A Regular Expression (regex) is a sequence of characters that define a pattern that allows you to search, match, locate, replace, manipulate, and manage text. I explained the basics of Regular Expressions in an earlier article: What is a Regular Expression?
In case you are not familiar with how to execute code like that in this article, you open a new text file (use a basic ASCII text editor like Windows Notepad, not a word processor. Word processors add formatting characters to the text). Paste the code into the text file. Save the text file with a name that has the file extension .htm. (say test.htm) Double-click on the file to open it in your web browser.
A regular expression subexpression is created by enclosing a separate match in parenthesis. Each subexpression is stored temporarily in memory. You can then access reference each subexpression using a backreference. The example below show how to use subexpressions and backreferences to format names last name first, first name last.
<script> let strTarget = "Robert Sled"; let regexp = /(\w+)\s(\w+)/; let newstr = strTarget.replace(regexp, "$2, $1"); alert(newstr); </script>
The subexpressions are numbered $1 to $9. $1 will reference the first match in parenthesis, $2 will reference the second match in parenthesis and so on. The $x value persist until another regular expression is encountered.
The example uses the replace() method to switch the words in the string. It references the value in $2 (last name) first, and then the value in $1 (first), placing a comma between the two names. The result of the replace() method is stored in the variable newstr, which is displayed in a message box using the alert() method.
In case you need an explanation of the regular expression, the \w control character matches any character, the + operator indicates one or more occurrences of the previous control character. the \s control character matches one white space character.
The output of this example will display "Sled, Robert". The example below uses the same technique to re-arrange the words in the sentence "dog jumps over cat".
<script> let strTarget = "dog jumps over cat"; let regexp = /(\w+)(\s.*\s)(\w+)/; let newstr = strTarget.replace(regexp, "$3 $2 $1"); alert(newstr);
The regular expression is also similar, except it contains three subexpressions referenced by the ids $1 $2 $3. Subexpression $2 uses the .* control characters to match any number of characters. The replace() method references the subexpression values in reverse, resulting in the display of the message "cat jumps over dog".
The example below uses a subexpression to extract the temperature numbers from the sentence "Temperature is 26 degrees C today", uses a formula to convert that value from Celsius to Fahrenheit, and displays the same message with the Fahrenheit temperature.
let strTarget = "Temperature is 26 degrees C today"; let regexp = /(.*)\s([0-9]+)\s(degrees)\s(\w)\s(\w+)/; let tempC = strTarget.replace(regexp, "$2"); let tempF = (tempC*9/5) + 32; let newstr = strTarget.replace(regexp, "$1 " + tempF + " $3" + ' F ' + "$5"); alert(newstr);
The temperature numbers are saved in the subexpression with the id $2. The replace() method references the subexpression's value and stores it in a variable named tempC. The $n subexpressions are static, read-only properties, so they can't be modified directly.
The value in tempC is used in the Celsius to Fahrenheit conversion formula.

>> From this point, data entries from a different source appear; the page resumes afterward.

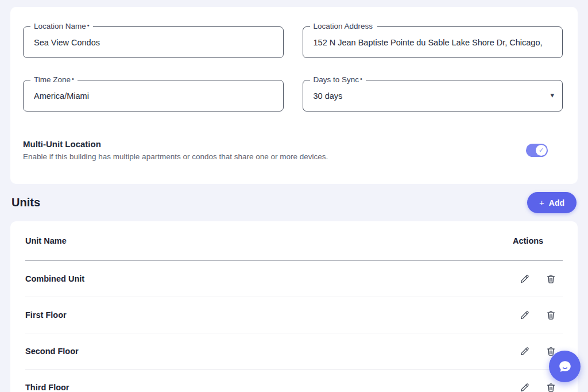 The image size is (588, 392). I want to click on location-address-label: Location Address, so click(344, 26).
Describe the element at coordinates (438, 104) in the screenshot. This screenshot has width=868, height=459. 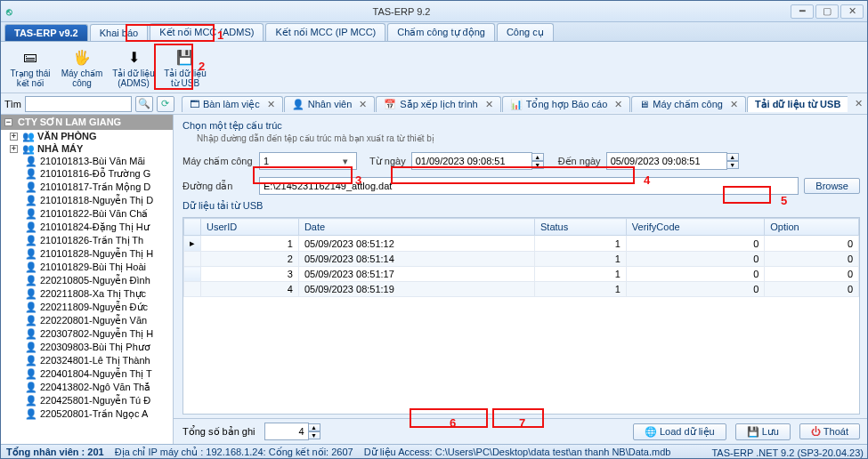
I see `doc-tab-2: 📅Sắp xếp lịch trình✕` at that location.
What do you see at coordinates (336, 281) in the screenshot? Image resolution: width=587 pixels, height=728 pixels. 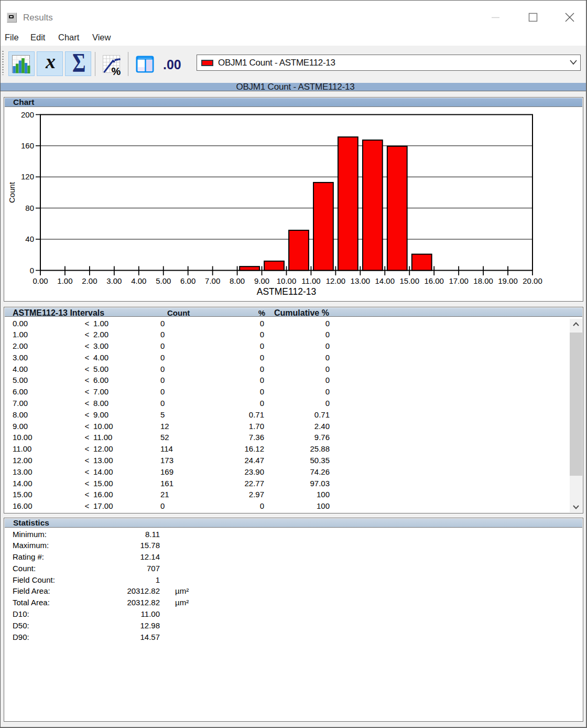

The resulting Fahrenheit temperature value is saved in a variable named tempF. The replace() method is then used a second time to reconstruct the sentence, replacing the temperature value and the units identifier character with "F", resulting in the display of the message "Temperature is 78.8 degrees F today".
ECMAScript 2018 introduced named groups into JavaScript regexes. The example below uses named groups to change a date in day, month, year format to a date in month, day, year format.
let regexp = /(?\d{2})-(? \d{2})-(? \d{4})/; let match = regexp.exec("28-06-2020"); alert(match.groups.month + "-" + match.groups.day + "-" + match.groups.year);
This example uses the regular expression exec() method to test for a match in a string. You set up the regular expression, and then you pass the string as an argument to the exec() method. If it finds a match, it returns the matched text, otherwise it returns null.
In this article you learned how to use subexpressions to rearrange matches in a regular expression and how to replace the value of a subexpression match in the results.